Location: Woodside Hall, Carleton Dominion-Chalmers Centre.All ages are welcome to attend.Date and Time: Monday, November 18 7:00-9:00pm. Please register below for this event.
Panelists will discuss how cities are focal points for climate justice—as spaces where we can agitate against inequalities exacerbated by poor urban planning and policy—while acknowledging how cities swallow up resources, land and people, creating new ecologies and relationships with the environment. How can urban nature impact our health and wellbeing and how can communities create their own experiences with urban nature outside of expectations of politicians or neoliberal policy? What do we need to address urban heat, tornadoes and floods? And how can we build community in urban spaces when our air, water, and land is increasingly under threat?
All this and more will be discussed among panelists and with our audience. What are your concerns about a healthy city in the climate crisis? Please share your ideas with us. We look forward to a robust discussion and community building opportunity.
Professor Barbara Leckie is a professor in the Department of English and the Institute for the Comparative Study of Literature, Art, and Culture at Carleton University, Ottawa. She is the author of Climate Change, Interrupted: Representation and the Remaking of Time (Stanford UP, 2022) and Open Houses: Poverty, the Architectural Idea, and the Novel in Nineteenth-Century Britain(U of Penn P, 2018) as well as several articles and edited collections. She is currently co-creating a SSHRC-funded podcast, Commons Sense, on the commons, climate change, and public conversation and working on a book project tentatively entitled “Co-Writing the Climate Crisis.” She is also Academic Director of Re.Climate: Centre for Climate Communication and Public Engagement, Canada’s national centre for climate communication.
Professor John M. Zelenski is a Professor of Psychology at Carleton University in Ottawa, Canada where he has lived and worked for more than 20 years. He completed psychology degrees at Northwestern University (B.A.), the University of Michigan (M.A.), and Washington University in St. Louis (Ph.D.). As a researcher and director of the Carleton University Happiness Laboratory (CUHL), he studies individual differences in happiness, and how personality manifests itself 'in the moment' as emotional and cognitive processes. His research has long focused on the causes and consequences of extraverted behaviour. Recently, more research has focused on the well-being benefits of interacting with nature, how people form subjective connections with nature, and how these are associated with pro-social and sustainable behaviours. More personally, he increasingly derives happiness from birding, kayaking, camping, fishing, or merely strolling in nature. As an educator, Dr. Zelenski has taught courses on personality, research methods, and positive psychology at Carleton and 'around the world' as part of the Semester at Sea program, consistently earning positive student evaluations. Dr. Zelenski has also written a textbook, Positive Psychology: The Science of Well-Being (Sage Publishing).
Dr. Emma Bider is a resource and training coordinator at Re.Climate. She completed her doctoral work in anthropology at Carleton. Her research interests include human/environment relationships, environmental activism, and how different groups imagine the future in the context of climate change. Her dissertation specifically examined people's relationships to the urban trees of Ottawa. In addition to research and work, Emma is a member of Climate Justice Ottawa and is interested in how art is used in activism to foster community and enact change. She is also a creative writer. Her collection of speculative short stories We Animals explores people's relationships to animals and their animals selves. It was published in 2020.
Professor Sheryl-Ann Simpson My research and teaching are informed by an interest in the ways in which states and communities interact in place. How are government policies and programs implemented or translated into everyday experiences; how do community members use, narrate and shape their environments; and in turn how do those actions and stories influence new government policies and programs. I focus this general interest through questions around citizenship and immigration, and environmental justice and urban health. These interests also reflect my interdisciplinary training centered around social planning and community development with stops in political science, biology and geography.
Lecturer Meera Karunananthan Conflicts over the control of freshwater supplies have become a defining feature of capitalism in the 21st century. As an engaged researcher, I am committed to theorizing these “hydro-social” conflicts by bringing critical geography and feminist theory into conversation with knowledge produced by grassroots movements at the frontlines. My academic work is shaped by many years of experience in environmental and social justice organizing. Building on relationships with feminist, indigenous and environmental justice movements, my current research investigates the processes that produce uneven distribution of water in cities of the global South. As a feminist political ecologist, I am concerned with the ways in which market-based solutions to climate change and drought reproduce power asymmetries and legitimize the ongoing dispossession of historically marginalized groups. Specifically, I examine the racialized, class-based and gendered impacts of privatization, and financialization of urban water systems.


● What needs to be done
Copy each line of the data that has "element" in it.

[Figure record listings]
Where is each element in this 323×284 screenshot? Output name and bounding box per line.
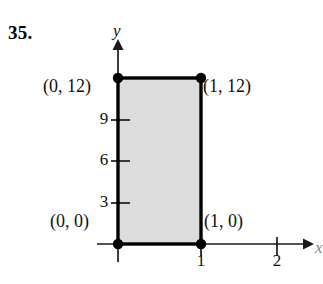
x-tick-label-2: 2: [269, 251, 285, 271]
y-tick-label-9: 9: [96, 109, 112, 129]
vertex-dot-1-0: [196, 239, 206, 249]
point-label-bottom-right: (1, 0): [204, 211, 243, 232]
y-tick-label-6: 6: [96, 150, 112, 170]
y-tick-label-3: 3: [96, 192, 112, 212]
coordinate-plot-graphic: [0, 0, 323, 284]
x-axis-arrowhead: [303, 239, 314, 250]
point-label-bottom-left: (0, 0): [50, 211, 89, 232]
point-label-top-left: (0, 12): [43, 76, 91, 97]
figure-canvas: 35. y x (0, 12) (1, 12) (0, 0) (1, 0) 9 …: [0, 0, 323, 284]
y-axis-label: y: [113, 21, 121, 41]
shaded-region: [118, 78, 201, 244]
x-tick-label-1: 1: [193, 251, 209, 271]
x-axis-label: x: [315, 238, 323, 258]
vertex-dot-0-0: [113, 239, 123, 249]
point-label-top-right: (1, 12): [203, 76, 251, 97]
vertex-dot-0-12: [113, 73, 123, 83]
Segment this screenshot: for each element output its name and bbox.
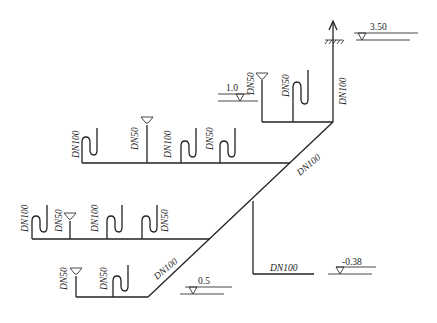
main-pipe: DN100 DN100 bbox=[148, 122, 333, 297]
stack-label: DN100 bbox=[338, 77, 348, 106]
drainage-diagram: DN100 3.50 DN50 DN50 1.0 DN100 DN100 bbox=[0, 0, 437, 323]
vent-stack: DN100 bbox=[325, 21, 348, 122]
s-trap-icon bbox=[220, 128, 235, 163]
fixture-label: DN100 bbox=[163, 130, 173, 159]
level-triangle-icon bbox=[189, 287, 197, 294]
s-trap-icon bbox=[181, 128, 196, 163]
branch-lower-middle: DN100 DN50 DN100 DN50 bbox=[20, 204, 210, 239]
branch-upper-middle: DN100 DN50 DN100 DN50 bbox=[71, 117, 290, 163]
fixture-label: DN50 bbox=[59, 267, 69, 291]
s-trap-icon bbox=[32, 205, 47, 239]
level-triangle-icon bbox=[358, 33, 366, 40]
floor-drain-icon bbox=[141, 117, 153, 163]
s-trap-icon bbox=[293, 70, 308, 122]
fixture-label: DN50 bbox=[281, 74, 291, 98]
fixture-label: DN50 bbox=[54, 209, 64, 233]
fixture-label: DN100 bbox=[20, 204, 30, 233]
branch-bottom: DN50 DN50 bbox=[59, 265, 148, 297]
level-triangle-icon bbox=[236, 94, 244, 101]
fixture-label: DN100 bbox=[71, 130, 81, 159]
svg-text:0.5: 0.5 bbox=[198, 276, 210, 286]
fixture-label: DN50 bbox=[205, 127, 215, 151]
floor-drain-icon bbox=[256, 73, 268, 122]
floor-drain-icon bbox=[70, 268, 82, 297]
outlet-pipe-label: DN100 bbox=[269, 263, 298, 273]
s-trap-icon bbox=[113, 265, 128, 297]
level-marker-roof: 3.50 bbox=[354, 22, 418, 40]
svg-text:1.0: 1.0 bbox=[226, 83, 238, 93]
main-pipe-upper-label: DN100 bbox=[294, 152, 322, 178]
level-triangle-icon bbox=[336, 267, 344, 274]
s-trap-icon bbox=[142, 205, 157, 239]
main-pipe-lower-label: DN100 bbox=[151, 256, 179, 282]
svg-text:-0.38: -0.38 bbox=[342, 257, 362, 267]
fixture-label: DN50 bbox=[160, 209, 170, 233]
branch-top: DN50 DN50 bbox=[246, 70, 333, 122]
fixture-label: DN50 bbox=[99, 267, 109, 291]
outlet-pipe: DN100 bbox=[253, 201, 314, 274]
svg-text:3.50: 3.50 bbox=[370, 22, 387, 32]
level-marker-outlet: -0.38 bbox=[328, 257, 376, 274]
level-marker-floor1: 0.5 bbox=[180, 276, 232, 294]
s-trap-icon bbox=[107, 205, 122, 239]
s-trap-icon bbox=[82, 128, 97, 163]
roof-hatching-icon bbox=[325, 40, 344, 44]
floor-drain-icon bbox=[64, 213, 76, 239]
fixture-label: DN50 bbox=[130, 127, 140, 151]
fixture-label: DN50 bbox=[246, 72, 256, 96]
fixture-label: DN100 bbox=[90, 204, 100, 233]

● Solution for this problem
Where is each element in this 323×284 screenshot? Output name and bounding box per line.
Segment this screenshot: for each element output its name and bbox.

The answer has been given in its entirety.